Wednesday, January 26, 2011

Don't Bogart Those Weights My Friend ... *


* First the explanation of the title, for those of you who missed (or can't remember) the 60's. Or the 40s and 50's ...


Humphrey Bogart, the late tough-guy actor and star of several classic motion pictures, was a major cigarette smoker. Paid for it in lung cancer, which killed him. In some of his movies, he has a cigarette glued to a lip while he talks, fights, makes love, showers ... well, okay, I wax hyperbolic, but you get the idea. The coffin nail would just sit there and smoke, he wasn't even bothering to inhale.


In the 60's, when some amongst the hippie culture would sit and pass a reefer around for the communal getting-stoned evening, people would sometimes hold it without taking their toke. Probably because they were stoned and forgot, but the saying, Hey, Bogart, pass it! came to be. Little Feat wrote a song about it, or maybe it was the Dead or Country Joe. They all sang versions, and in it, turned the noun into a verb. 


Um. Anyway, that's what it means.


So today at the gym, which had all of six people there, including my wife and myself, there was this guy on the pec-deck machine. He was on it when we got there, and still on it when we left, and an irritant to the other five of us, if dirty looks are any indication.


Gym protocol generally says that if you are going to do multiple sets on a station, you look around now and then and if somebody is standing there waiting, or steps up and asks if they can jump in and do a set, you relinquish it, let them do a set, and then get back to it. 


Otherwise, you are an inconsiderate, selfish asshole. Good luck on finding a spotter when you start squats or benches.


Maybe this fellow was peripherally blind, that could be. Not totally, because he was watching himself in the mirror pretty good. 


I didn't push him. There are half a dozen ways to work your pectorals elsewhere, from the bench press to dumbbell flyes to a couple of bench press-style stations, freeweight and Smith Machine, and if none of those were there, you could do push-ups. (Though if I wanted to do push-ups, I'd stay home. I drive to the gym because they have stuff I don't have at home.) The pec-deck hits the muscles in a slightly different way, and you can get a good pump there without straining your back or triceps.


But it was not to be today. 


And the funny part -- and this seems to be the way of it -- was that the station hog perched there as if glued to the seat always seems to be the same guy: A pencil-neck who huffs and blows and grunts and makes a lot of noise as he strains to work a forty-pound stack, ogling himself in the mirror and then stretching between sets as if the amount of weight your ten-year-old could move was a steel block the size of a Volkswagen ...


It's sad, really. And irritating ...

3 comments:

Justin said...

Gym etiquette is a lost art. I imagine he was ignorant to it, if he's as inexperienced as you gather. That only gets him so much slack, though.

I often get annoyed at people doing terrible form at the gym. I'm by no means a champion -- or even religious -- lifter, but I know correct form.

So often, I see people doing "exercises" that aren't benefiting them in any way because of how poorly they're doing them.

Today, it was a guy on one of the chest press machines (with the foot pedal), who was doing rapid fire, 3-inch deep presses. It's the equivalent of doing pushups by just gyrating your arms a lot.

Part of me wants to chime in and help the dude out. The majority of me just lets him do it his way.

Ed said...

Steve - back in the day did you ever get to try the water machines at Nautilus Plus in Progress? The lifter could add water to the tanks to a specific level and it would slowly let the water out as you did your sets or the water could be kept at a specific level. They were a great workout when they worked but like a lot of machine/water interactions they ended up breaking down a lot and they got rid of them.

Steve Perry said...

Actually, we were members of Nautalis Plus when our kids were still at home. Went to the one by Washington Square. Realized it was cheaper to trick our our garage into a workout room, and did that -- hand a nice multistation machine, rower, stair stepper, mini-trampoline, bunch of free weights.

Nobody used it but me once we got it set up ...

I did try the water machines, but I didn't see that they were much of an improvement, given the cost and upkeep. They were out-of-service half the time, and how hard is it to re-position a pin for descending sets?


◆ **Task brief**:
If a line below includes the string "small", copy it.

◆ **Records for the task**:
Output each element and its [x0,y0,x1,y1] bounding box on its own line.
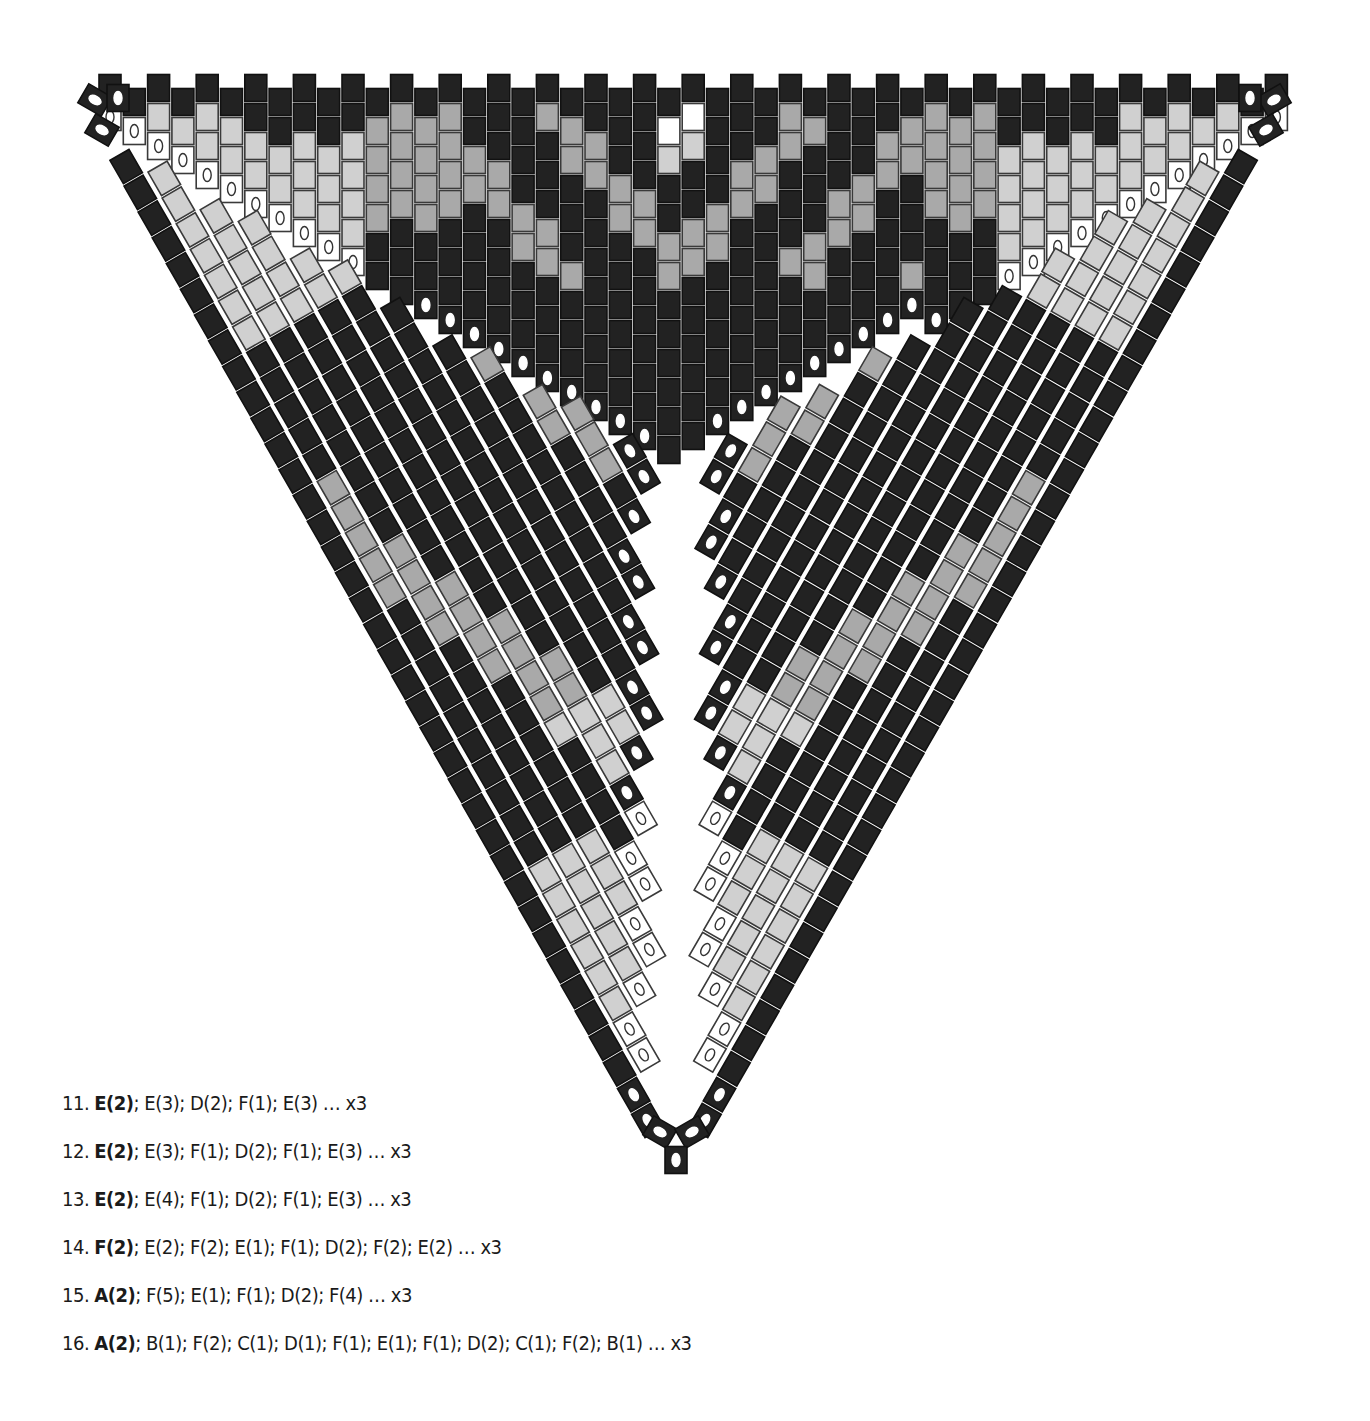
bead [536,336,558,363]
bead [415,205,437,232]
bead-hole-icon [641,430,649,443]
bead [925,133,947,160]
bead-hole-icon [932,314,940,327]
bead-hole-icon [884,314,892,327]
bead [342,162,364,189]
bead-hole-icon [714,415,722,428]
bead [974,220,996,247]
bead [318,234,340,261]
bead [293,162,315,189]
bead [998,89,1020,116]
instruction-row-15: 15. A(2); F(5); E(1); F(1); D(2); F(4) …… [62,1280,691,1328]
bead [221,118,243,145]
bead [172,147,194,174]
bead [901,118,923,145]
bead [488,307,510,334]
bead [609,89,631,116]
bead [682,278,704,305]
bead [828,75,850,102]
bead [634,249,656,276]
bead [1144,147,1166,174]
bead [901,147,923,174]
bead [172,118,194,145]
bead [1047,205,1069,232]
bead [464,118,486,145]
bead [464,89,486,116]
bead [779,336,801,363]
bead [731,162,753,189]
bead [293,191,315,218]
bead [415,263,437,290]
bead [828,162,850,189]
bead [391,249,413,276]
bead [585,75,607,102]
bead [391,133,413,160]
bead [196,162,218,189]
bead [366,147,388,174]
bead [1022,191,1044,218]
bead [707,263,729,290]
bead [561,205,583,232]
bead [682,394,704,421]
bead [1144,118,1166,145]
bead [658,263,680,290]
bead [464,176,486,203]
bead [439,133,461,160]
bead [464,234,486,261]
bead [828,278,850,305]
bead [998,176,1020,203]
bead [634,191,656,218]
bead [221,147,243,174]
bead [1071,133,1093,160]
bead-hole-icon [519,357,527,370]
bead [585,133,607,160]
bead [755,89,777,116]
bead [366,234,388,261]
bead [925,162,947,189]
bead [391,191,413,218]
bead [439,75,461,102]
bead-hole-icon [446,314,454,327]
bead [658,437,680,464]
bead [658,379,680,406]
bead-hole-icon [738,401,746,414]
bead [707,89,729,116]
bead [415,118,437,145]
bead [342,75,364,102]
bead-hole-icon [1246,92,1254,105]
bead [609,350,631,377]
bead [1022,162,1044,189]
bead [707,176,729,203]
bead [707,350,729,377]
bead [901,234,923,261]
bead [998,118,1020,145]
bead [755,147,777,174]
bead [464,263,486,290]
bead [950,118,972,145]
bead [609,321,631,348]
bead [366,205,388,232]
bead [318,118,340,145]
bead [536,220,558,247]
bead [561,147,583,174]
bead [877,162,899,189]
bead [342,191,364,218]
bead [536,278,558,305]
bead [779,104,801,131]
bead [731,75,753,102]
bead [804,147,826,174]
bead [901,263,923,290]
bead [269,205,291,232]
bead [366,89,388,116]
bead [488,75,510,102]
bead [731,365,753,392]
bead [123,118,145,145]
bead [925,220,947,247]
bead [877,278,899,305]
bead [731,220,753,247]
bead [658,205,680,232]
bead [779,75,801,102]
bead-hole-icon [495,343,503,356]
bead [561,263,583,290]
bead [1120,104,1142,131]
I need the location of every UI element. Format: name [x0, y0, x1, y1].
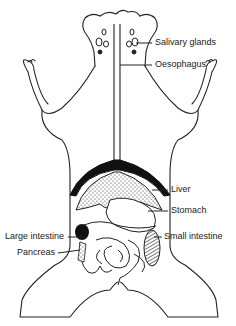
label-pancreas: Pancreas: [17, 247, 55, 257]
label-stomach: Stomach: [171, 205, 207, 215]
label-small-intestine: Small intestine: [164, 231, 223, 241]
pancreas: [78, 242, 86, 262]
label-large-intestine: Large intestine: [5, 231, 64, 241]
rat-digestive-diagram: Salivary glands Oesophagus Liver Stomach…: [0, 0, 236, 326]
salivary-glands: [96, 29, 138, 54]
label-oesophagus: Oesophagus: [155, 59, 206, 69]
caecum: [75, 224, 89, 240]
label-salivary-glands: Salivary glands: [155, 37, 216, 47]
oesophagus: [114, 24, 120, 170]
diagram-drawing: [0, 0, 236, 326]
label-liver: Liver: [171, 184, 191, 194]
small-intestine: [144, 230, 160, 266]
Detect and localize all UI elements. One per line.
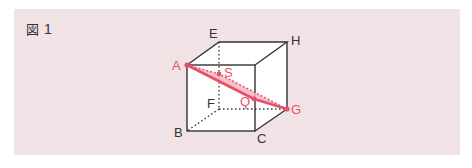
label-e: E: [209, 26, 218, 41]
label-g: G: [291, 102, 301, 117]
label-b: B: [174, 125, 183, 140]
label-a: A: [172, 58, 181, 73]
label-h: H: [291, 33, 300, 48]
label-q: Q: [240, 94, 250, 109]
label-c: C: [257, 131, 266, 146]
cube-diagram: A S Q G E H F B C: [0, 0, 472, 168]
label-s: S: [224, 65, 233, 80]
label-f: F: [207, 96, 215, 111]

◆ **Written answer**:
label-small-intestine: Small intestine: [164, 231, 223, 241]
small-intestine: [144, 230, 160, 266]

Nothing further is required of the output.